Mayra Montero's DANCING TO "ALMENDRA"
Farrar, Straus and Giroux, January 23, 2007
272 pages, $25.00
Deep down we know that every work of history is a work of fiction: most often a portrayal of a past in which the writer did not live, sometimes a rendering of an event that the writer only perceived in part. Yet history fascinates us in a way that literary fiction does not. There is a sense of solidity in a work of history that we cannot shake, no matter how often we remind ourselves that every text is an invention, that no work is a window into the way things were. History, if only because it attempts to depict events that really happened, arrives with a weight that literature strives to assume.
It is the tension between these two fictions, history and literature, that makes Mayra Montero's eighth novel, Dancing to "Almendra," unsettling, even startling. The book is based on Montero's research into the mafia activity in her homeland a half-century ago; her narrative tells of a fictional young reporter's investigation into the murder of a prominent Cuban mobster in the fall of 1957. History and literature collide in this novel. As Montero's protagonist, Joaquín Porrata, attempts to unravel complicated mob dealings in Havana and New York, he runs into Charles "Lucky" Luciano, Meyer Lansky, George Raft; he attends the opening of the the Capri Hotel in Havana, he visits the Park Sheraton in Manhattan, and he glimpses the barbershop where mobster Umberto Anastasia really was killed.
Though we have seen such collisions between history and literature in many books before - from the novels of Flaubert to those of Fuentes - they have not ceased to entrance. The premise is too compelling: one fiction framed by a very different kind of fiction; history as seen through imagined eyes; the past as dreamt in, and for, something as brazenly fake as a novel.
Montero is particularly adept. She creates these collisions with an eerie grace, and an elegant perversity. How alien, how absurd, how bizarre is this young reporter's Cuba! When Joaquín first glimpses Lucky Luciano, the gangster appears "Chinese," he smiles "as if he were Chinese, with an enigma playing around his lips." Joaquín walks in on Meyer Lansky listening to sentimental songs in his boxer shorts, looking old and sad, though the mobster also has "the nipples of a newborn" and "a cloud of talc" floating around him. Joaquín meets a Havana zookeeper so obsessed with George Raft that he insists his friends call him by the names of Raft's film characters, and he witnesses the zookeeper's surreal encounter with Raft, when the actor wonders if he has met his Cuban double.
It is unfortunate, then, that these collisions are the novel's only captivating moments. When Montero's narrator focuses on the intricacies of Cuba's criminal activity or on his personal life - when history and literature do not directly intersect - the novel feels uninspired, even insipid. It is hard to stay interested as the young reporter sorts through the mob negotiations surrounding the opening of the new Havana hotel; these are the mob politics of a half-century ago, and the mobsters who suffer the most, financially or physically, Montero keeps to the margins of the narrative. And as the young reporter's investigation starts to strain his relationships with his friends and family, he discovers only that the city where he has spent his life has "an imaginary face, more or less its everyday face...and another hidden face, the face of landings, of secret transmissions, home-made bombs, and disfigured corpses on sidewalks" - a discovery that has been made about many cities in too many other novels.
Still, it is a gift to see people who once lived through eyes so fresh. In Montero's novel, the past is sporadically strange, frightening, and pathetic all at once - as complicated and ambiguous as our own lives appear to us.
Mayra Montero is the author of eight novels and a collection of short stories. She was born in Cuba and lives in Puerto Rico, where she writes a weekly column in the newspaper El Nuevo Dia.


Would you give the listing back word for word once its pictures are removed?

Start of DATA FOR REVIEW

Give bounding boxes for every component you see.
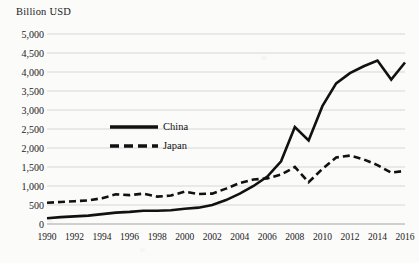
x-axis-tick-label: 2010 — [313, 232, 332, 242]
x-axis-tick-label: 1994 — [93, 232, 112, 242]
legend-label-china: China — [163, 121, 188, 132]
x-axis-tick-label: 2008 — [285, 232, 304, 242]
x-axis-tick-labels: 1990199219941996199820002002200420062008… — [0, 232, 419, 254]
series-line-japan — [47, 156, 405, 203]
legend-label-japan: Japan — [163, 140, 187, 151]
legend-swatches — [110, 127, 158, 146]
chart-figure: Billion USD 05001,0001,5002,0002,5003,00… — [0, 0, 419, 263]
x-axis-tick-label: 2000 — [175, 232, 194, 242]
x-axis-tick-label: 2006 — [258, 232, 277, 242]
x-axis-tick-label: 1998 — [148, 232, 167, 242]
plot-area — [0, 0, 419, 263]
x-axis-tick-label: 2004 — [230, 232, 249, 242]
x-axis-tick-label: 2012 — [340, 232, 359, 242]
x-axis-tick-label: 2002 — [203, 232, 222, 242]
gridlines — [47, 34, 405, 224]
x-axis-tick-label: 1990 — [38, 232, 57, 242]
data-series-layer — [47, 61, 405, 219]
x-axis-tick-label: 2016 — [396, 232, 415, 242]
x-axis-tick-label: 2014 — [368, 232, 387, 242]
x-axis-tick-label: 1996 — [120, 232, 139, 242]
series-line-china — [47, 61, 405, 219]
x-axis-tick-label: 1992 — [65, 232, 84, 242]
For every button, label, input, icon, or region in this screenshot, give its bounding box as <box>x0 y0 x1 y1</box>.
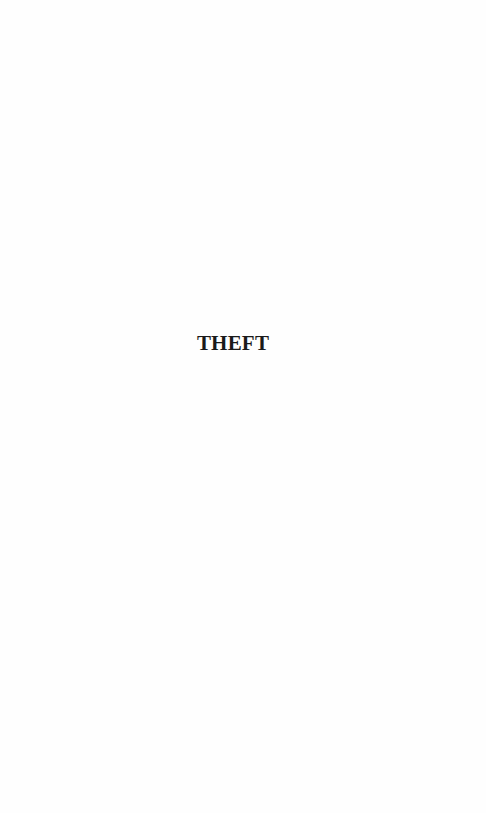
section-title: THEFT <box>0 331 466 355</box>
document-page: THEFT <box>0 0 486 813</box>
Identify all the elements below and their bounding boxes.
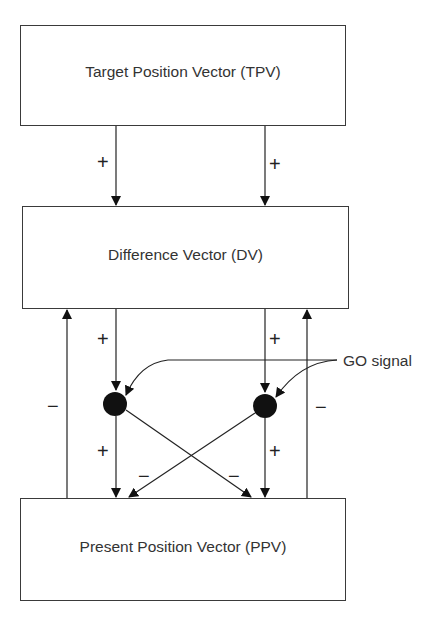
sign-feedback-right: − (315, 397, 327, 417)
ppv-box: Present Position Vector (PPV) (20, 498, 346, 601)
ppv-label: Present Position Vector (PPV) (21, 538, 345, 556)
dv-box: Difference Vector (DV) (22, 206, 349, 309)
sign-tpv-dv-left: + (97, 152, 109, 172)
sign-tpv-dv-right: + (269, 154, 281, 174)
sign-cross-right: − (228, 466, 240, 486)
sign-dv-node-left: + (97, 329, 109, 349)
go-signal-label: GO signal (343, 352, 412, 370)
tpv-label: Target Position Vector (TPV) (21, 63, 345, 81)
sign-dv-node-right: + (269, 329, 281, 349)
go-node-right (253, 394, 277, 418)
sign-feedback-left: − (47, 396, 59, 416)
tpv-box: Target Position Vector (TPV) (20, 25, 346, 126)
sign-node-ppv-right: + (269, 441, 281, 461)
sign-cross-left: − (138, 466, 150, 486)
go-node-left (103, 392, 127, 416)
sign-node-ppv-left: + (97, 441, 109, 461)
go-signal-curve-left (126, 360, 337, 395)
dv-label: Difference Vector (DV) (23, 246, 348, 264)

End of DATA FOR REVIEW

RESULT OF THIS TASK:
Give bounding boxes for every component you see.
x-axis-tick-label: 2010 — [313, 232, 332, 242]
x-axis-tick-label: 1994 — [93, 232, 112, 242]
legend-label-china: China — [163, 121, 188, 132]
x-axis-tick-label: 2008 — [285, 232, 304, 242]
x-axis-tick-labels: 1990199219941996199820002002200420062008… — [0, 232, 419, 254]
series-line-japan — [47, 156, 405, 203]
legend-label-japan: Japan — [163, 140, 187, 151]
legend-swatches — [110, 127, 158, 146]
chart-figure: Billion USD 05001,0001,5002,0002,5003,00… — [0, 0, 419, 263]
x-axis-tick-label: 2000 — [175, 232, 194, 242]
x-axis-tick-label: 2006 — [258, 232, 277, 242]
x-axis-tick-label: 1998 — [148, 232, 167, 242]
plot-area — [0, 0, 419, 263]
x-axis-tick-label: 2004 — [230, 232, 249, 242]
x-axis-tick-label: 2012 — [340, 232, 359, 242]
x-axis-tick-label: 2002 — [203, 232, 222, 242]
gridlines — [47, 34, 405, 224]
x-axis-tick-label: 1990 — [38, 232, 57, 242]
data-series-layer — [47, 61, 405, 219]
x-axis-tick-label: 2016 — [396, 232, 415, 242]
x-axis-tick-label: 2014 — [368, 232, 387, 242]
x-axis-tick-label: 1996 — [120, 232, 139, 242]
series-line-china — [47, 61, 405, 219]
x-axis-tick-label: 1992 — [65, 232, 84, 242]
For every button, label, input, icon, or region in this screenshot, give its bounding box as <box>x0 y0 x1 y1</box>.
section-title: THEFT <box>0 331 466 355</box>
document-page: THEFT <box>0 0 486 813</box>
Identify all the elements below and their bounding boxes.
sign-feedback-right: − (315, 397, 327, 417)
ppv-box: Present Position Vector (PPV) (20, 498, 346, 601)
ppv-label: Present Position Vector (PPV) (21, 538, 345, 556)
dv-box: Difference Vector (DV) (22, 206, 349, 309)
sign-tpv-dv-left: + (97, 152, 109, 172)
sign-tpv-dv-right: + (269, 154, 281, 174)
sign-cross-right: − (228, 466, 240, 486)
sign-dv-node-left: + (97, 329, 109, 349)
go-signal-label: GO signal (343, 352, 412, 370)
tpv-label: Target Position Vector (TPV) (21, 63, 345, 81)
sign-dv-node-right: + (269, 329, 281, 349)
go-node-right (253, 394, 277, 418)
sign-feedback-left: − (47, 396, 59, 416)
tpv-box: Target Position Vector (TPV) (20, 25, 346, 126)
sign-node-ppv-right: + (269, 441, 281, 461)
sign-cross-left: − (138, 466, 150, 486)
go-node-left (103, 392, 127, 416)
sign-node-ppv-left: + (97, 441, 109, 461)
go-signal-curve-left (126, 360, 337, 395)
dv-label: Difference Vector (DV) (23, 246, 348, 264)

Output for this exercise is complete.